Understanding Rohnert Park’s 2026-2027 Budget
At its June 9th meeting, the Rohnert Park City Council adopted a balanced budget for Fiscal Year 2026-2027. While balancing the budget is an important milestone, our city also faces ongoing financial challenges that require careful planning, honest conversations, and a commitment to long-term solutions. (X (formerly Twitter))
Like many cities across California, Rohnert Park is dealing with rising costs, inflationary pressures, aging infrastructure, and increasing demands for public services. City staff worked diligently to develop a budget that maintains essential services while addressing immediate financial realities. Public safety, infrastructure maintenance, parks, recreation programs, and other core services remain priorities for the coming year. (X (formerly Twitter))
As residents, it’s important that we understand what a “balanced budget” really means. A balanced budget does not necessarily mean all financial challenges have been solved. It means revenues and expenditures have been aligned for the coming fiscal year. The larger question is whether the city is positioned for long-term financial sustainability.
As I continue my campaign for City Council, one of my priorities is to help our community have more transparent and productive conversations about our finances. Rather than simply reacting to budget challenges, we should be proactively identifying opportunities to strengthen our financial position.
That includes looking at ways to responsibly grow revenue without placing unnecessary burdens on residents. Economic development plays an important role. Attracting new businesses, supporting local entrepreneurs, increasing sales tax generation, and advancing thoughtful development projects can help broaden the city’s revenue base and reduce reliance on residents to close budget gaps.
At the same time, we should continually evaluate city operations to identify efficiencies and cost-saving opportunities. Every dollar saved through improved processes, strategic partnerships, grant opportunities, and smarter resource allocation is a dollar that can be reinvested in services our community values.
I also believe residents deserve clear, easy-to-understand information about the city’s finances. Budget discussions shouldn’t happen only during council meetings. They should be ongoing conversations that help residents understand where their tax dollars go, what challenges the city faces, and what options are available moving forward.
Rohnert Park has tremendous strengths: a growing economy, strategic location, strong neighborhoods, Sonoma State University, the SMART corridor, SOMO Village, and future downtown opportunities. The decisions we make today will shape our city’s financial health for years to come. (Wikipedia)
My commitment is simple: listen to residents, ask tough questions, support responsible budgeting, and work collaboratively to identify both revenue opportunities and cost-saving measures that strengthen Rohnert Park’s future.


__Problem to solve__.
Repeat the listing that follows exactly, please.
****
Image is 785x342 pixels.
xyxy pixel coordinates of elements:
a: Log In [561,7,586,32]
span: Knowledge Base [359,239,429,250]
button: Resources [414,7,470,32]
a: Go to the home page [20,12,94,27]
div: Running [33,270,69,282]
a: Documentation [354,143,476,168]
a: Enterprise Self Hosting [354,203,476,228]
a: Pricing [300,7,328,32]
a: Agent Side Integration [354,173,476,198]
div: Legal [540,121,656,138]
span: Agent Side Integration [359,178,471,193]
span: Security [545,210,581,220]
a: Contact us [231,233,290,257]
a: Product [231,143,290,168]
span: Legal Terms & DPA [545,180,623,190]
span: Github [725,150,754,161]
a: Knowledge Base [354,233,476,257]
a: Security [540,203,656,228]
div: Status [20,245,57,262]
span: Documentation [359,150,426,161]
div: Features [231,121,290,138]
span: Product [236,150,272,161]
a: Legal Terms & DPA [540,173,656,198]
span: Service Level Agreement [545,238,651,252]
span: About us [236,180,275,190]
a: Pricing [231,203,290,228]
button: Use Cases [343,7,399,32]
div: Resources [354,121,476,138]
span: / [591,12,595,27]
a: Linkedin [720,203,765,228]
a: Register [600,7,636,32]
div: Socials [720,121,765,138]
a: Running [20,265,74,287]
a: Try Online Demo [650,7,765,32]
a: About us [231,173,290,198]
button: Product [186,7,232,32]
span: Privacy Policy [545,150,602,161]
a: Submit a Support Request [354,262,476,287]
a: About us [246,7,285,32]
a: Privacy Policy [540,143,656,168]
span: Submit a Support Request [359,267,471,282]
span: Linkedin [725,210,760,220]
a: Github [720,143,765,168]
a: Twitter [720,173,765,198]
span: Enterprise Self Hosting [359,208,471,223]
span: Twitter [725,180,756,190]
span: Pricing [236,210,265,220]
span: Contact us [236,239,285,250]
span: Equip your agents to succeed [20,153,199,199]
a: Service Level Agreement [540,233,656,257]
****
__Exercise output__.
Image is 785x342 pixels.
xyxy pixel coordinates of elements:
a: Log In [561,7,586,32]
span: Knowledge Base [359,239,429,250]
button: Resources [414,7,470,32]
a: Go to the home page [20,12,94,27]
div: Running [33,270,69,282]
a: Documentation [354,143,476,168]
a: Enterprise Self Hosting [354,203,476,228]
a: Pricing [300,7,328,32]
a: Agent Side Integration [354,173,476,198]
div: Legal [540,121,656,138]
span: Agent Side Integration [359,178,471,193]
span: Security [545,210,581,220]
a: Contact us [231,233,290,257]
a: Product [231,143,290,168]
span: Legal Terms & DPA [545,180,623,190]
span: Github [725,150,754,161]
a: Knowledge Base [354,233,476,257]
a: Security [540,203,656,228]
div: Status [20,245,57,262]
span: Documentation [359,150,426,161]
div: Features [231,121,290,138]
span: Product [236,150,272,161]
a: Legal Terms & DPA [540,173,656,198]
span: Service Level Agreement [545,238,651,252]
span: About us [236,180,275,190]
a: Pricing [231,203,290,228]
button: Use Cases [343,7,399,32]
div: Resources [354,121,476,138]
span: / [591,12,595,27]
a: Linkedin [720,203,765,228]
a: Register [600,7,636,32]
div: Socials [720,121,765,138]
a: Running [20,265,74,287]
a: Try Online Demo [650,7,765,32]
a: About us [231,173,290,198]
button: Product [186,7,232,32]
span: Privacy Policy [545,150,602,161]
a: Submit a Support Request [354,262,476,287]
a: About us [246,7,285,32]
a: Privacy Policy [540,143,656,168]
span: Submit a Support Request [359,267,471,282]
span: Linkedin [725,210,760,220]
a: Github [720,143,765,168]
a: Twitter [720,173,765,198]
span: Enterprise Self Hosting [359,208,471,223]
span: Twitter [725,180,756,190]
span: Pricing [236,210,265,220]
span: Contact us [236,239,285,250]
span: Equip your agents to succeed [20,153,199,199]
a: Service Level Agreement [540,233,656,257]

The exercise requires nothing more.